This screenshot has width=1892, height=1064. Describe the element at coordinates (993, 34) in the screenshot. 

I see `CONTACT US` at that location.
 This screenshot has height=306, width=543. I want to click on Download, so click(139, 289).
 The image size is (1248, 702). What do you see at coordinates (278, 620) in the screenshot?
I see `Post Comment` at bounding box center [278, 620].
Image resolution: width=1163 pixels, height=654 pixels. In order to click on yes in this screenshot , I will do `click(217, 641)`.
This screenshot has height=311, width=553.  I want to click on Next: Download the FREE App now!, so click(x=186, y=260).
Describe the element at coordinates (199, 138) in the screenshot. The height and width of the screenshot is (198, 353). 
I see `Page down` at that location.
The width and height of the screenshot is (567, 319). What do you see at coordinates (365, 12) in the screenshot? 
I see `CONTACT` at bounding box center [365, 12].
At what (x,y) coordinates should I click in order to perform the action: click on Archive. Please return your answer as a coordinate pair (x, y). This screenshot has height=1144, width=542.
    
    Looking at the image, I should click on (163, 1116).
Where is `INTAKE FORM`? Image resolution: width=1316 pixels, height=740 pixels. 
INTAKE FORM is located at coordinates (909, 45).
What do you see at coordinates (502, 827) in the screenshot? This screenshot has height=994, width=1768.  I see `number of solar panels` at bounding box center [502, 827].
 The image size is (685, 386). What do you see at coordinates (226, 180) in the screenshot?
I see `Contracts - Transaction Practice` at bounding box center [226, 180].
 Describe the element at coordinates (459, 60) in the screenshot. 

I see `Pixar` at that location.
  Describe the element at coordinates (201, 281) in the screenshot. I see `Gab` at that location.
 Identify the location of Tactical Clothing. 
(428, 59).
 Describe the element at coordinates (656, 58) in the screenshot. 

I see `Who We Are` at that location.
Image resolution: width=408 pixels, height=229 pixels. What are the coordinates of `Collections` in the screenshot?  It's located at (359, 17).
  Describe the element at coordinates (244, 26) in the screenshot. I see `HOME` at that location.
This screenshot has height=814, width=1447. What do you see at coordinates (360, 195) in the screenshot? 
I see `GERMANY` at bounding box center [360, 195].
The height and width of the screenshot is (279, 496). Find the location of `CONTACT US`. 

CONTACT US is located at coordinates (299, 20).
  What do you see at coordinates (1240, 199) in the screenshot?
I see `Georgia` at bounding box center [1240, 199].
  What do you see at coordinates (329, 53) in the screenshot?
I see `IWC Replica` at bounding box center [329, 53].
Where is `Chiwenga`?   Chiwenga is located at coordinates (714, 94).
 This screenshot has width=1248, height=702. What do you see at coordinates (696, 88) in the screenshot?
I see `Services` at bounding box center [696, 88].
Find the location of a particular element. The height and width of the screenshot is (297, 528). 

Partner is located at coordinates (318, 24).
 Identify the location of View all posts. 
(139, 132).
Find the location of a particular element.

## Directions for this task:
Every entry should be reproduced exactly, with no part omitted.

## Response for this exercise:
This screenshot has width=1892, height=1064. Describe the element at coordinates (993, 34) in the screenshot. 

I see `CONTACT US` at that location.
 This screenshot has height=306, width=543. I want to click on Download, so click(139, 289).
 The image size is (1248, 702). What do you see at coordinates (278, 620) in the screenshot?
I see `Post Comment` at bounding box center [278, 620].
Image resolution: width=1163 pixels, height=654 pixels. In order to click on yes in this screenshot , I will do `click(217, 641)`.
This screenshot has height=311, width=553.  I want to click on Next: Download the FREE App now!, so click(x=186, y=260).
Describe the element at coordinates (199, 138) in the screenshot. The height and width of the screenshot is (198, 353). 
I see `Page down` at that location.
The width and height of the screenshot is (567, 319). What do you see at coordinates (365, 12) in the screenshot? 
I see `CONTACT` at bounding box center [365, 12].
At what (x,y) coordinates should I click in order to perform the action: click on Archive. Please return your answer as a coordinate pair (x, y). This screenshot has height=1144, width=542.
    
    Looking at the image, I should click on (163, 1116).
Where is `INTAKE FORM`? Image resolution: width=1316 pixels, height=740 pixels. 
INTAKE FORM is located at coordinates (909, 45).
What do you see at coordinates (502, 827) in the screenshot? This screenshot has height=994, width=1768.  I see `number of solar panels` at bounding box center [502, 827].
 The image size is (685, 386). What do you see at coordinates (226, 180) in the screenshot?
I see `Contracts - Transaction Practice` at bounding box center [226, 180].
 Describe the element at coordinates (459, 60) in the screenshot. 

I see `Pixar` at that location.
  Describe the element at coordinates (201, 281) in the screenshot. I see `Gab` at that location.
 Identify the location of Tactical Clothing. 
(428, 59).
 Describe the element at coordinates (656, 58) in the screenshot. 

I see `Who We Are` at that location.
Image resolution: width=408 pixels, height=229 pixels. What are the coordinates of `Collections` in the screenshot?  It's located at (359, 17).
  Describe the element at coordinates (244, 26) in the screenshot. I see `HOME` at that location.
This screenshot has height=814, width=1447. What do you see at coordinates (360, 195) in the screenshot? 
I see `GERMANY` at bounding box center [360, 195].
The height and width of the screenshot is (279, 496). Find the location of `CONTACT US`. 

CONTACT US is located at coordinates (299, 20).
  What do you see at coordinates (1240, 199) in the screenshot?
I see `Georgia` at bounding box center [1240, 199].
  What do you see at coordinates (329, 53) in the screenshot?
I see `IWC Replica` at bounding box center [329, 53].
Where is `Chiwenga`?   Chiwenga is located at coordinates (714, 94).
 This screenshot has width=1248, height=702. What do you see at coordinates (696, 88) in the screenshot?
I see `Services` at bounding box center [696, 88].
Find the location of a particular element. The height and width of the screenshot is (297, 528). 

Partner is located at coordinates (318, 24).
 Identify the location of View all posts. 
(139, 132).
Find the location of a particular element.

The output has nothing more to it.